SOME ASPECTS OF THE GEOLOGY OF THE RUNDLE OIL SHALE DEPOSIT, QUEENSLAND
The APPEA Journal
16(1) 165 - 172
Published: 1976
Abstract
The presence of oil shale near The Narrows between Rundle Range and Curtis Island, Queensland, has been known for many years, although the only previous efforts at evaluation of the deposit were during World War II by the Queensland Mines Department and subsequently by Carpentaria Exploration Company in 1969-70. The price increase of oil from OPEC sources has once again made oil shale a possible alternative energy source.Core drilling over the past two years in a relatively restricted area near The Narrows by Southern Pacific Petroleum NL and Central Pacific Minerals NL (2330 m in 19 holes) suggests the persistence of oil shale beds over a strike distance of 7 km with a width of 1000 to 2500 m and a composite thickness of at least 427 m.
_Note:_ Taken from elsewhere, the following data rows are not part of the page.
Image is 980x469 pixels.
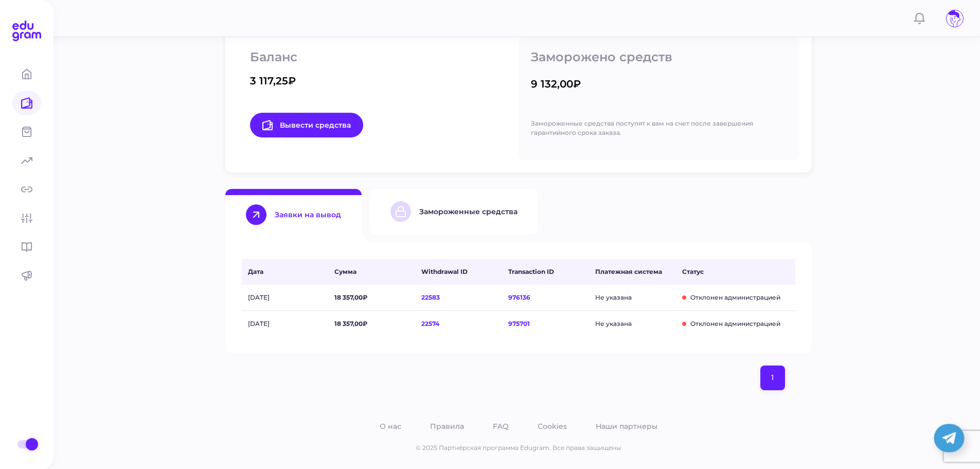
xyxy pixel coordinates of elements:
span: Дата [248,268,329,277]
span: 975701 [509,320,589,328]
div: 3 117,25₽ [250,73,296,88]
div: Заявки на вывод [274,210,341,220]
div: Замороженные средства [420,207,517,216]
span: 22583 [422,293,502,302]
span: Не указана [595,320,676,328]
a: FAQ [491,420,510,433]
p: © 2025 Партнёрская программа Edugram. Все права защищены [225,444,812,452]
span: Transaction ID [509,268,589,277]
button: Замороженные средства [370,189,538,234]
span: 18 357,00₽ [335,293,415,302]
span: Сумма [335,268,415,277]
div: 9 132,00₽ [531,77,581,91]
a: Cookies [536,420,569,433]
span: Платежная система [595,268,676,277]
div: Withdraw Requests [242,259,796,337]
a: Наши партнеры [593,420,660,433]
p: Замороженные средства поступят к вам на счет после завершения гарантийного срока заказа. [531,119,787,138]
nav: pagination navigation [758,365,787,390]
span: [DATE] [248,293,329,302]
span: 22574 [422,320,502,328]
a: Вывести средства [250,112,363,138]
a: Правила [428,420,466,433]
p: Заморожено средств [531,49,787,65]
p: Баланс [250,49,507,65]
span: Withdrawal ID [422,268,502,277]
a: О нас [378,420,403,433]
span: Не указана [595,293,676,302]
span: Отклонен администрацией [682,293,796,302]
span: [DATE] [248,320,329,328]
button: page 1 [760,365,785,390]
span: 18 357,00₽ [335,320,415,328]
button: Заявки на вывод [225,189,362,234]
span: Отклонен администрацией [682,320,796,328]
span: 976136 [509,293,589,302]
span: Статус [682,268,796,277]
span: Вывести средства [263,120,350,130]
What appears initially as a monotonous sequence of shales and mudstones is found to be remarkably constant lithologically across the range of borehole control. Four lithologic units are recognised, three of them with a significant and persistent content of hydrocarbon compounds.
Limited chemical and petrographic studies indicate that the sequence mineralogically comprises a mixture of quartz, clay minerals, minor carbonates and varying amounts of kerogen. Ostracods are the most common and persistent fossil form but gastropods and crustacean, fish, reptilian and algal remains occur at intervals. Plant and spore material are present but not common. The age of the sequence is early Tertiary. The faunal assemblage and sedimentary features suggest that the deposit accumulated under quiet, essentially reducing conditions in a fresh water lake. In the region of borehole control, the sequence dips to the southwest and west at from 4° to 10° apparently as a result of minor tectonic adjustments in common with other coastal Queensland Tertiary deposits.
Systematic assaying of the oil shale at Rundle suggests that an average grade of 89 I of shale oil per tonne persists at a waste-to-resource ratio of about one-to-one over an area of 1400 hectares. While in-fill drilling is needed to confirm these figures, the dimensions of the resource indicated is at least 1200 million tonnes of oil shale which contains the equivalent of 600 million barrels of oil in this area. Further exploration drilling will probably indicate an extension of the deposit.